Researchers find novel means of flagging inpatient pharmacy orders for intervention
Medication order errors are a significant, and preventable, public health problem. The widespread deployment of electronic health records and computerized order entry systems has largely reduced medication order errors and inefficiencies in the inpatient setting. Emerging research suggests, however, that they have also introduced new sources of error related to the interaction between the provider and the platform.
While, for medication order errors, manual review of incoming pharmacy orders is the “gold standard” for improving the use of medications and minimizing prescribing errors, the manual review of medication orders by hospital-based clinical pharmacists and the computerized ordering of medication by physicians may be affected by such factors as alert fatigue, potentially leading to medical errors.
To begin to address these errors and inefficiencies, a team led by Martina Balestra, a former post-doc and an adjunct professor at the Center for Urban Science and Progress (CUSP) at the NYU Tandon School of Engineering, and including Oded Nov, professor of technology management and innovation at NYU Tandon, as well as Ji Chen, Eduardo Iturrate, and Yindalon Aphinyanaphongs of NYU Grossman and NYU Langone, developed a machine learning model to identify medication orders requiring pharmacy intervention using only provider behavior and other contextual features that may reflect these new sources of inefficiencies, rather than patients’ medical records.

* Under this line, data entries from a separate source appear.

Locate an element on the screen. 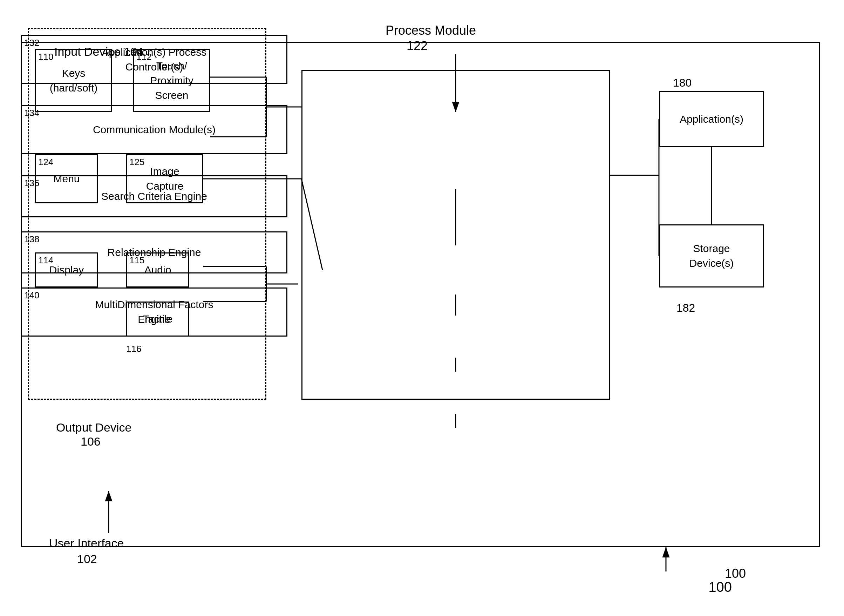 The height and width of the screenshot is (616, 844). multidim-ref: 140 is located at coordinates (32, 295).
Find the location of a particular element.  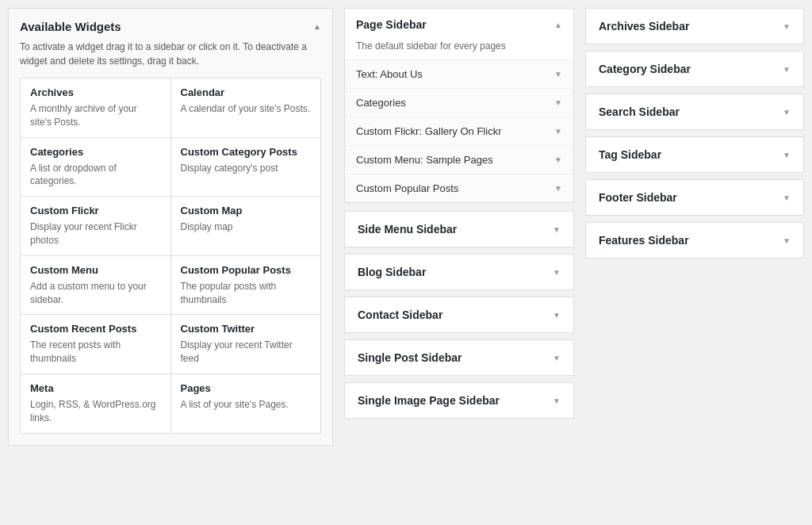

widget-item-custom-category-posts: Custom Category Posts Display category's… is located at coordinates (246, 167).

Their work, “Predicting inpatient pharmacy order interventions using provider action data,” recently published in JAMIA Open, used a major metropolitan hospital system as a case study. The team collected data on providers’ actions in the EHR system and pharmacy orders. With this dataset, the researchers then constructed a machine-learning-based classification model to identify orders more likely to require pharmacist intervention.
Whereas previous models predicting medication order errors ingest data from patients’ medical records, the classification model developed by the team focuses on clinicians’ data. As such, the risk to the privacy and security of patient data is reduced. With proper tuning, this and similar models could significantly alleviate the workload of pharmacists and increase patient safety.
This research was supported by a grant from the National Science Foundation
The paper is available at: JAMIA Open.